Bellman-Ford Algorithm
Approach: dynamic programming
All shortest path must have edges. If this condition is not satisfied, there is a cycle in in the path, and therefore it is not the shortest.
The idea is to add one edge at a time, seeing if the edge should be included in the shortest path.
Recurrence
Let OPT(n-1, a) be the length of the shortest path from source node to node with at most edges.
The main loop iterates times. Inside each iteration, each edge is relaxed once.
By relaxing every edge, we add a possible edge to the shortest path. Since there is at most n - 1 edges in the shortest path, we iterate n - 1 times.

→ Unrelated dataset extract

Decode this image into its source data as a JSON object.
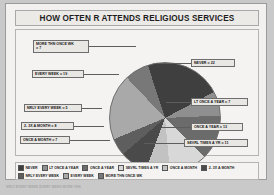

If we don't add the edge, the length is OPT(n - 2, a)
If we add the edge, the length would be OPT(n - 2, b) + w(b, a)
Implementation
Time complexity:
- Sparse:
- Dense:
// G: Graph with vertices (V) and edges (E) // w[e]: weight of edge e // S: starting node Bellman-Ford(G, w, S) V, E = G pi[v] = null for all v // traceback // initialize all shortest path algo d[v] = infty for all v d[s] = 0 for i from 1 to |V| - 1: for all (u,v) in E if d[v] > d[u] + w(u, v): d[v] = d[u] + w(u,v) pi[v] = u; for all (u, v) in E: if d[v] > d[u] + w(u, v): // has negative cycle return false
This accounts for negative edges but not negative cycles. Bellman Ford can detect it by running an extra time, since if there is a negative cycle, the run time will improve.